Comments on End of Housing Boom

by Calculated Risk on 12/18/2005 03:40:00 PM

From Knight Ridder: Boom likely over in housing market. The article contains comments from FDIC Chief Economist Richard Brown and Federal Reserve Bank of Chicago Senior Economist Richard Rosen.

...homeowners will no longer be able to use houses as piggybanks, cashing in on gains in appreciation periodically through low-cost refinancings. And many will be forced to hold on to a house or condominium for a long time as they wait for prices to rise.

The problem is that rising mortgage rates are putting an end to the easy money that underpinned increasing home prices, said Richard Brown, chief economist of the Federal Deposit Insurance Corp. in Washington.

"Price increases have far outstripped income growth for a long time, particularly in the last two years, but that period is coming to an end," he said.

The so-called golden age for mortgage lending is about over after lasting about 20 years, he said.
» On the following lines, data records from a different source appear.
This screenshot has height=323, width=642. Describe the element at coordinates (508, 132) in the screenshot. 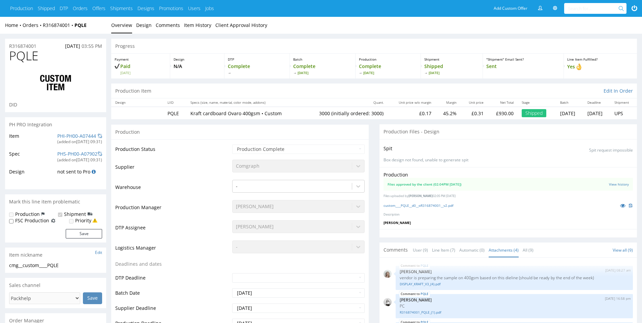

I see `div: Production Files - Design` at that location.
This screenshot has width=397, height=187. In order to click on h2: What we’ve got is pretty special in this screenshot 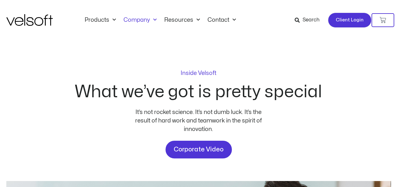, I will do `click(198, 92)`.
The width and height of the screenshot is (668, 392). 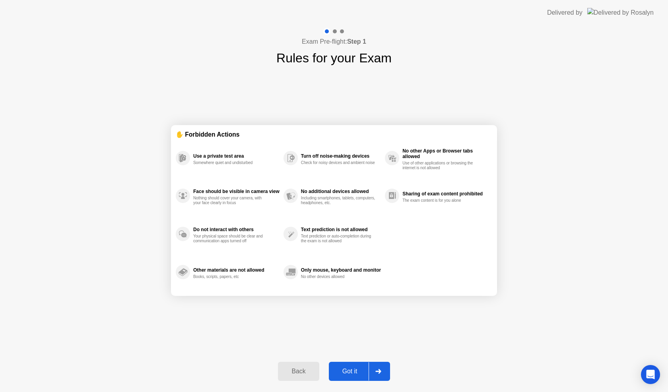 What do you see at coordinates (231, 163) in the screenshot?
I see `div: Somewhere quiet and undisturbed` at bounding box center [231, 163].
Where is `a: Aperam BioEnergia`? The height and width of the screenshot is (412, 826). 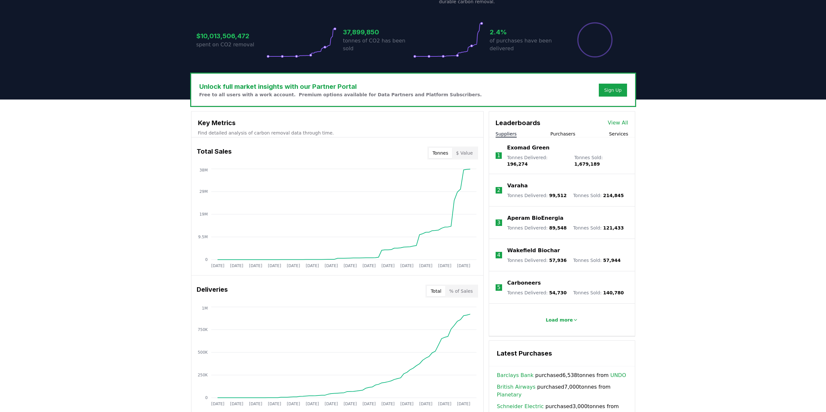 a: Aperam BioEnergia is located at coordinates (535, 218).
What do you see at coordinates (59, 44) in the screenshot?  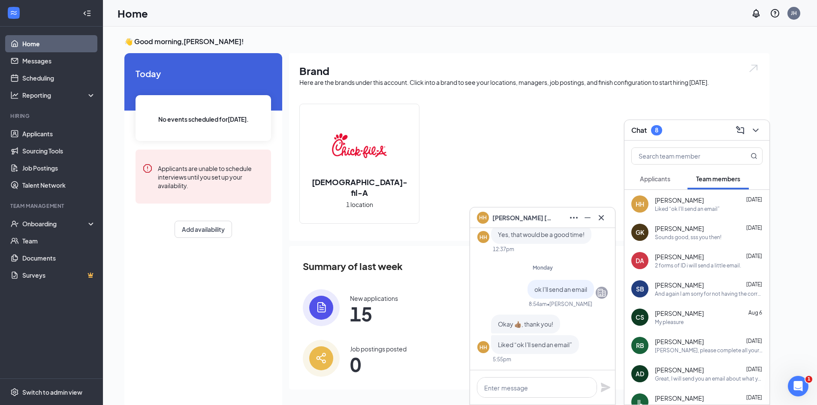 I see `a: Home` at bounding box center [59, 44].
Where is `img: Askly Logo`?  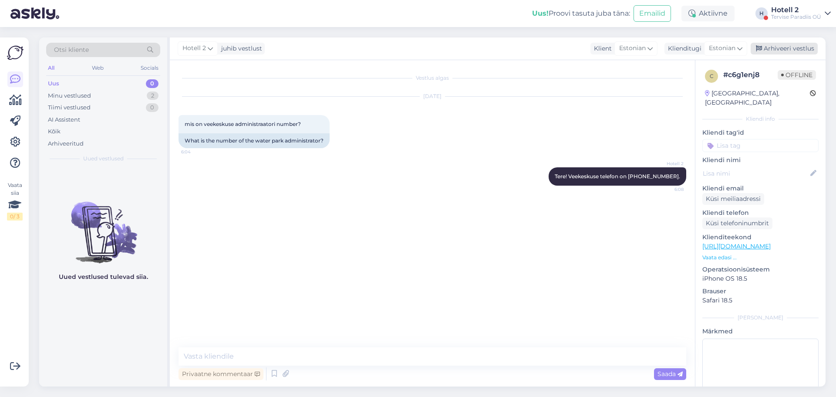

"The end of the boom probably is not far away," Brown said. "It likely will lead to a long period of price stagnation, but not technically a bust."
And from Federal Reserve Bank of Chicago Senior Economist Richard Rosen:
Home prices "have been rising far more rapidly than rents for the last four years. This probably is what Federal Reserve Chairman Alan Greenspan meant when he pointed to froth in the housing market," said economist Richard Rosen of the Federal Reserve Bank of Chicago.

He said a huge drop in long-term mortgage rates since 1985, when they were around 12 percent, to a recent rate near 5 percent "meant that you could afford more house for the same monthly payment."

Rosen compared the United States with Britain, where mortgage rates have been rising for about two years. Here, the uptick in rates began later.

"In Britain, if housing was a bubble, it didn’t burst," he said. "When mortgage rates rise, prices flatten, but they may not actually decrease."

One warning sign for the housing market, Rosen said, is that more and more owners are putting property on the market, and real estate is taking longer to sell.

"The risk is that if sales slow, there will be too much supply, creating price risk," he said.
Note: this article was orginally published on Dec 9th.